Doorknobs and slapsticks

Alan Ayckbourn gets lost in his own time machine.

SOMETIMES AN ENTIRE play is suggested by a simple mundane observation. In the case of Alan Ayckbourn’s farce/thriller Communicating Doors, I suspect that its genesis arose from his perception that most hotel rooms are not only anonymous, but relatively ageless. In the hands of an amateur scribbler, this would be at best an unpromising beginning. But in the case of Ayckbourn, a seasoned writer with over 60 plays and countless awards to his credit, well, it’s an entire evening down the tubes.


Communicating Doors

A Contemporary Theater till November 21


Twenty years in the future, would-be dominatrix Poopay (Alexandra Boyd, who seems irretrievably stunned by her character’s awful name) is brought to the room of eccentric tycoon Reece (Kevin Donovan), who proceeds to ask her a favor outside of her specialty: Witness a confession he’s written and take it to the authorities. Before she can do so, however, she’s chased out of the room by Julius (J. Michael Flynn, who is convincingly tall) and into a series of “communicating doors.” These lead her, for no adequately explained reason, into the exact same hotel room 20 years previous, where she meets one of the would-be victims mentioned in the confession.

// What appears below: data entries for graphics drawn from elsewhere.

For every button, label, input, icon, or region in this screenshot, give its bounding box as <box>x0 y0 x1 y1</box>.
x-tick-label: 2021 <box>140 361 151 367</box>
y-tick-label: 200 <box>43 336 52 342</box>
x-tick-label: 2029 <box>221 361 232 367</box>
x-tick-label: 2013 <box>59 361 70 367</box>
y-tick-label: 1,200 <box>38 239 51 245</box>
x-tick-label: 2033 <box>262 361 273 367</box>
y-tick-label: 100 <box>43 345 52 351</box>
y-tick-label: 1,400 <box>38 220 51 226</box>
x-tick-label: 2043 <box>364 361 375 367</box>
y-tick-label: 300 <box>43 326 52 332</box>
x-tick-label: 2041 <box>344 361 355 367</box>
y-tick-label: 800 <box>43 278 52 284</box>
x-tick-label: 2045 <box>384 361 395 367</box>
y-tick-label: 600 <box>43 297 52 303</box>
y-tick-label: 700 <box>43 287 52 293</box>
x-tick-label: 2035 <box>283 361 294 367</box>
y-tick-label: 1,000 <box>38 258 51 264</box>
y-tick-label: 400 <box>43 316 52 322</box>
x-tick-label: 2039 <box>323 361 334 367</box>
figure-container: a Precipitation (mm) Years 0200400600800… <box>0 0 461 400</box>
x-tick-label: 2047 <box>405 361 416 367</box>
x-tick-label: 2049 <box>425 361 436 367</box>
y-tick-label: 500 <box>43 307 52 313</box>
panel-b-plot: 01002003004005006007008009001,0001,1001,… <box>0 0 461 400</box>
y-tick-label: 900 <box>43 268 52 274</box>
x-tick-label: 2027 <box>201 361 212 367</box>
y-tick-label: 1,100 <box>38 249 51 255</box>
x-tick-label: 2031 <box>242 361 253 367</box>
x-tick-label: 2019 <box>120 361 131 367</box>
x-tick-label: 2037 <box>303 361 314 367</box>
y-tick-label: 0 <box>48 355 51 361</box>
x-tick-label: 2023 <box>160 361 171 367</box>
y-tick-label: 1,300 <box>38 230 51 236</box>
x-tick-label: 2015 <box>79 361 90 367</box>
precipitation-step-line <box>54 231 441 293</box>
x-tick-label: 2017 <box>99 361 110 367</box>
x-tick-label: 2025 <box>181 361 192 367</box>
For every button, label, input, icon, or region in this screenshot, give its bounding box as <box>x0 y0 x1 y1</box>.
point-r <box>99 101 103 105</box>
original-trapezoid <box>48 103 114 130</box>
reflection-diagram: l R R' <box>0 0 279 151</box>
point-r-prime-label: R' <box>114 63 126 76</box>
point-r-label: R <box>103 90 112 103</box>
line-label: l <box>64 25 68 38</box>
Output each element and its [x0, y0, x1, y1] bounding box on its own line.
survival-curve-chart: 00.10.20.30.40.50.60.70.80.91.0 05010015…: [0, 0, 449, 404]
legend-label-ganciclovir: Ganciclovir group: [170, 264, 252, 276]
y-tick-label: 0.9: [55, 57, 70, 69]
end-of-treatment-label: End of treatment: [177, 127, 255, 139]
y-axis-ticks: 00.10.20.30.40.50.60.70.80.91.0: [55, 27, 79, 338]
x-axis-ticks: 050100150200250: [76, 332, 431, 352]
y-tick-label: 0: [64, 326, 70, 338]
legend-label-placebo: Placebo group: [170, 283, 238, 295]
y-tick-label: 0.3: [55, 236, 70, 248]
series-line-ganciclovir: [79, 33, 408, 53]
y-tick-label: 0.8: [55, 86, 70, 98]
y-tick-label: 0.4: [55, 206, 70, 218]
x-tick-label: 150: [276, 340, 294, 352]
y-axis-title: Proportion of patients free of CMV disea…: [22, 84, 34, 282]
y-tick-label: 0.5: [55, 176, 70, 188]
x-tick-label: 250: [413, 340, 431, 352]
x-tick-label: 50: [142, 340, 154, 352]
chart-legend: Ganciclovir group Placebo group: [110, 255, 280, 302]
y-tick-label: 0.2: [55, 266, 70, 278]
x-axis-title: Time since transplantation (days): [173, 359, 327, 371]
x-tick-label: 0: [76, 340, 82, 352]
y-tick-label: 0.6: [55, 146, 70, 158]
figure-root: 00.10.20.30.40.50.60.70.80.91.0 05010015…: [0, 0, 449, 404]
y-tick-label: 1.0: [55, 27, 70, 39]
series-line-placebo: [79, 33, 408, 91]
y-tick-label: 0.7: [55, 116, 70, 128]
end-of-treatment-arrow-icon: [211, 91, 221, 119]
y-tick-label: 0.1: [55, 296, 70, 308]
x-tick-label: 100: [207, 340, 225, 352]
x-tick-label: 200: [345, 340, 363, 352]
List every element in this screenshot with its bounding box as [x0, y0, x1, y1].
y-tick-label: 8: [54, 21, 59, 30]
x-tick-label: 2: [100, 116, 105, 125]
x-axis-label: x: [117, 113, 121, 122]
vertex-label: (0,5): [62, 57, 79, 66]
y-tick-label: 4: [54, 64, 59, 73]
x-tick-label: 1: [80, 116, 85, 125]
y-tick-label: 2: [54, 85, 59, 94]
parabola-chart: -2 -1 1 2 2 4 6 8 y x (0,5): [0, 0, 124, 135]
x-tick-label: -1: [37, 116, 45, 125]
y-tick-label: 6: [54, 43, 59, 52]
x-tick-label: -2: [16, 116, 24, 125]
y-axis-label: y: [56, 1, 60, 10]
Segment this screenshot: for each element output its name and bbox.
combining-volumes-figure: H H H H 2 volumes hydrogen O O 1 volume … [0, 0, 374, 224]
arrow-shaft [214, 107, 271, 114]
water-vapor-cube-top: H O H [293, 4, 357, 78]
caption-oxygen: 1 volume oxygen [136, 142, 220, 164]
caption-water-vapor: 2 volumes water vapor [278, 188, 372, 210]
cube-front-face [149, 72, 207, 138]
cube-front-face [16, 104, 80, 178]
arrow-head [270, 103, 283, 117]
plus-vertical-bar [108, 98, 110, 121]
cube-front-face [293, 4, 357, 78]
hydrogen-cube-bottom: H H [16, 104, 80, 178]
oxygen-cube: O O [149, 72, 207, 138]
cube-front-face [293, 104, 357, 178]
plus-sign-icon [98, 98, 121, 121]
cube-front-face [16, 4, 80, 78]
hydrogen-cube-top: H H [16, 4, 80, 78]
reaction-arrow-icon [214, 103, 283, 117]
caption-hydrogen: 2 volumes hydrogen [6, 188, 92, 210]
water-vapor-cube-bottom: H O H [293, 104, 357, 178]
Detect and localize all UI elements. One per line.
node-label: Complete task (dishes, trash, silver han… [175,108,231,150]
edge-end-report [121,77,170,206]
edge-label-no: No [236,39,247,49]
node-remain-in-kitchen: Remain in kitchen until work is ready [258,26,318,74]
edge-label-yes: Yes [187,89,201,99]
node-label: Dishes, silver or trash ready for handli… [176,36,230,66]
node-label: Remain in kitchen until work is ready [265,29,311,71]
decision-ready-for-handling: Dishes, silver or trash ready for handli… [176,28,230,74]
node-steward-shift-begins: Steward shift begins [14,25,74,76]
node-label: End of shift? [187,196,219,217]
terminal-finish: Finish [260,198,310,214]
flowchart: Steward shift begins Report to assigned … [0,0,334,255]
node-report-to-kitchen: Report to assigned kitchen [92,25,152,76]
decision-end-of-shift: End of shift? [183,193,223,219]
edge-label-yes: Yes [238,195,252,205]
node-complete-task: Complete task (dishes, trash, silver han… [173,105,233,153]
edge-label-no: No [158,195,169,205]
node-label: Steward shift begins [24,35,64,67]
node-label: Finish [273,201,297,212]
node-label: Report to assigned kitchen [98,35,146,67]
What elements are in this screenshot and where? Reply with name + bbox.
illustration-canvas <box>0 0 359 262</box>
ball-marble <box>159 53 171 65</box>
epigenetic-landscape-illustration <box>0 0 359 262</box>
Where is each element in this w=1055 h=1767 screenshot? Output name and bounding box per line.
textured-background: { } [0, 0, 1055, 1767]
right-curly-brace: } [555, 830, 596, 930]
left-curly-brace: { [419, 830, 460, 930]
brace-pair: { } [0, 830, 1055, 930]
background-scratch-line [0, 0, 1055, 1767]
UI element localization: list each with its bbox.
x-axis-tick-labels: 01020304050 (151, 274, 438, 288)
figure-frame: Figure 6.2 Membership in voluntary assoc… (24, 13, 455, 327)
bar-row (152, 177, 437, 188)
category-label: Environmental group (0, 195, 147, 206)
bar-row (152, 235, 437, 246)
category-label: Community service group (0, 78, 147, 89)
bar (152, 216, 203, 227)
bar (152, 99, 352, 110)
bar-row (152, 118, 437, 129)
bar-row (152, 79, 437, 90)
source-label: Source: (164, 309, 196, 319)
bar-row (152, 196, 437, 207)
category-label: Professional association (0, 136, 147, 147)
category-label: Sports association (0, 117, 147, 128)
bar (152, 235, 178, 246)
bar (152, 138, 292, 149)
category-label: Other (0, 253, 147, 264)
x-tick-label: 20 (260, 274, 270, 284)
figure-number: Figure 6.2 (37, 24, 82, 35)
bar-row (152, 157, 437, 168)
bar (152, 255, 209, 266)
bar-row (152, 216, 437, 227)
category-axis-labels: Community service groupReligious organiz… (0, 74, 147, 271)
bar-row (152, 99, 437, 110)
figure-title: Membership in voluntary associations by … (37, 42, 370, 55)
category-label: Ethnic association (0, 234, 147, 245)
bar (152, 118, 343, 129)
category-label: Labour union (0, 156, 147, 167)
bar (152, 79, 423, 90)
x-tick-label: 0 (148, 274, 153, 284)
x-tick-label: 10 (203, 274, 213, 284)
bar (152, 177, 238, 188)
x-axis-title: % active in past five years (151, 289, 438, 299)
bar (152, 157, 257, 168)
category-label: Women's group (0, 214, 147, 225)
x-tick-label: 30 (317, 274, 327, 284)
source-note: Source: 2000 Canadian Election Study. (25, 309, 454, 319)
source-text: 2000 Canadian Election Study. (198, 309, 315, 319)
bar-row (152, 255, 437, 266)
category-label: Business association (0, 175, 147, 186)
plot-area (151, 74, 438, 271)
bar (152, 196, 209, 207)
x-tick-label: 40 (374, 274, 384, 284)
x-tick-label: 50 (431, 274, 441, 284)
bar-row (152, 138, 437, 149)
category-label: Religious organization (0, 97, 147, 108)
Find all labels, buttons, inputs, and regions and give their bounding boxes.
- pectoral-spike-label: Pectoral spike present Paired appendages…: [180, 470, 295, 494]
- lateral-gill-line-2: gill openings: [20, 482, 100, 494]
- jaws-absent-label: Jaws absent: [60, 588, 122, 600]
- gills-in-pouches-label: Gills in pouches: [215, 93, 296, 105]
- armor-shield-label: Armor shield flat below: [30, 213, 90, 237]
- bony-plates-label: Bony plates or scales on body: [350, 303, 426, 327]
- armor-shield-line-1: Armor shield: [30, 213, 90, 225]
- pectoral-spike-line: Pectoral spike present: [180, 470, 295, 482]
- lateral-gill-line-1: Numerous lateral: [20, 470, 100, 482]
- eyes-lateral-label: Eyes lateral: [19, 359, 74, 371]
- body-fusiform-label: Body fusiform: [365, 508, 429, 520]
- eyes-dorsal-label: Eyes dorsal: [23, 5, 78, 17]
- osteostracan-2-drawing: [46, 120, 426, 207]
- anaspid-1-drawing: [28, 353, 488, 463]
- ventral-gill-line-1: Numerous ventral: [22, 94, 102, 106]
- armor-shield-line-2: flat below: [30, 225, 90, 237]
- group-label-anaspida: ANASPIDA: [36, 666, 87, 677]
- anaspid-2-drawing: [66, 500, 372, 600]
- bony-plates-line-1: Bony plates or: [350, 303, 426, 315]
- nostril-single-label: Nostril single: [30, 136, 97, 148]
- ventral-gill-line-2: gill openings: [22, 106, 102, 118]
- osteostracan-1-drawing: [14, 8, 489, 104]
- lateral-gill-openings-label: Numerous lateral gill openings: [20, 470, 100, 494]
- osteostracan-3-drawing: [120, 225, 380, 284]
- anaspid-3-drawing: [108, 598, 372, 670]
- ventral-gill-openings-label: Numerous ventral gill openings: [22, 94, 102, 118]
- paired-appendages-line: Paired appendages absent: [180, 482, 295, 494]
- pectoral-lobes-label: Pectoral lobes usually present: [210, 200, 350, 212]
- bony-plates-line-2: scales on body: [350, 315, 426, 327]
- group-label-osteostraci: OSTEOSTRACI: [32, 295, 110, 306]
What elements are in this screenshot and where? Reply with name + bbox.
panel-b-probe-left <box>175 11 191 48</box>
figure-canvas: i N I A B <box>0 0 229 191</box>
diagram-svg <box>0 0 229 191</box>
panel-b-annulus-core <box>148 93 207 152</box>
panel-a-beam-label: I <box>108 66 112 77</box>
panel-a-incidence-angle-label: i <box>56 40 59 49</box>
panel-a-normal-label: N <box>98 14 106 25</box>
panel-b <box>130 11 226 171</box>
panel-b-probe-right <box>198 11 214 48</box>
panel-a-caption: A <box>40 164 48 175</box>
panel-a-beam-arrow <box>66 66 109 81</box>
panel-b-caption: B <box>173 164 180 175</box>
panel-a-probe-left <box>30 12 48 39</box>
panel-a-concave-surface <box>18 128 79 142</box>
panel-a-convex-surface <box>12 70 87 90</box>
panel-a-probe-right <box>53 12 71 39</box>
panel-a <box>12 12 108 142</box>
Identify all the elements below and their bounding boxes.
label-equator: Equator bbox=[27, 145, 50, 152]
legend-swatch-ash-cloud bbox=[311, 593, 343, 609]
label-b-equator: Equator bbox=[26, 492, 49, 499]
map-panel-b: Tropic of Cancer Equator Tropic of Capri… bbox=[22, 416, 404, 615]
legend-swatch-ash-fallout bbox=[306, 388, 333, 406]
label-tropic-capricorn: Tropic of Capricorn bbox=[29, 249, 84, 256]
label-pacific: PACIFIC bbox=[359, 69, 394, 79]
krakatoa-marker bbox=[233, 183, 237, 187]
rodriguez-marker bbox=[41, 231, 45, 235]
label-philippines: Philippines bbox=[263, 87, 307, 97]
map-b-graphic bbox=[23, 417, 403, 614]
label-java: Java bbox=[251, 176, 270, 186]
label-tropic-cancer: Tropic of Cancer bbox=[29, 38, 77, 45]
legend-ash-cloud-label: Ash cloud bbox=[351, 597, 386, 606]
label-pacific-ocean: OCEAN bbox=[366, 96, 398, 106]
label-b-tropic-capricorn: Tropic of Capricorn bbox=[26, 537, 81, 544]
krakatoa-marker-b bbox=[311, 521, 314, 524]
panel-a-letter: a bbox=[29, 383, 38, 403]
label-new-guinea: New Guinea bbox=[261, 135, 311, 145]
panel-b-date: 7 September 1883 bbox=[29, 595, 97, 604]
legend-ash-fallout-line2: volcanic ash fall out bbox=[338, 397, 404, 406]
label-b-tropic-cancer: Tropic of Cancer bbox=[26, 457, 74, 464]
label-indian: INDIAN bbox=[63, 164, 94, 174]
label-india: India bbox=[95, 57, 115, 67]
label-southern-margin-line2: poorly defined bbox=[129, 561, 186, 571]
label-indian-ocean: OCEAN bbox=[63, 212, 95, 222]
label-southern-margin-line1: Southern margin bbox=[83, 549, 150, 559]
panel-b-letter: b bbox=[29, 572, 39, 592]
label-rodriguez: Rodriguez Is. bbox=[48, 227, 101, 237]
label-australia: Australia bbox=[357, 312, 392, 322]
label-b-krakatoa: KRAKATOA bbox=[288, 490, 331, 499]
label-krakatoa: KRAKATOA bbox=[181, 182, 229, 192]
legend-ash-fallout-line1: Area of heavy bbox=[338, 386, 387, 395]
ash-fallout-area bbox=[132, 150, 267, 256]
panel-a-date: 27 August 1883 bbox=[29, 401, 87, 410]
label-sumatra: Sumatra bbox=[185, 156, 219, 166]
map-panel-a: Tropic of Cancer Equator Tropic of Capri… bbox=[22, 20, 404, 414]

Before long, there’s a chance to leap back even 20 years earlier, to make contact with yet another woman threatened with murder.

I have an argument for the primacy of theater over TV and most films that goes something like this: The best thing about most plays is that, buffered from the vast economic forces that infect those other media, they can afford to send out a message undiluted by the worst excesses of commercialism. Then something like this comes along, and I throw up my hands, because this is the sort of shoddy, below-par product that you can catch on television any evening, even if it is emblazoned with Ayckbourn’s illustrious name.

The unfortunate cast and director Jeff Steitzer, not sure what else to do, treat the characters like the sort of empty-headed British twits you can still catch on reruns of Are You Being Served?. But the flat dialogue and uninspired plotting utterly defeat almost all of them. All, that is, save David Pichette, whose never-say-die trouper colors have never fluttered more wildly than in the role of Harold the hotel security chief. Blustering, fluttering his arms, and racing around like a headless chicken with a complex agenda, he seems to be in a different and much funnier play. Perhaps in an alternate universe that very play is taking place; certainly this show appealed to many of the opening night audience. But from my particular seat, I saw only a limp and dismal product.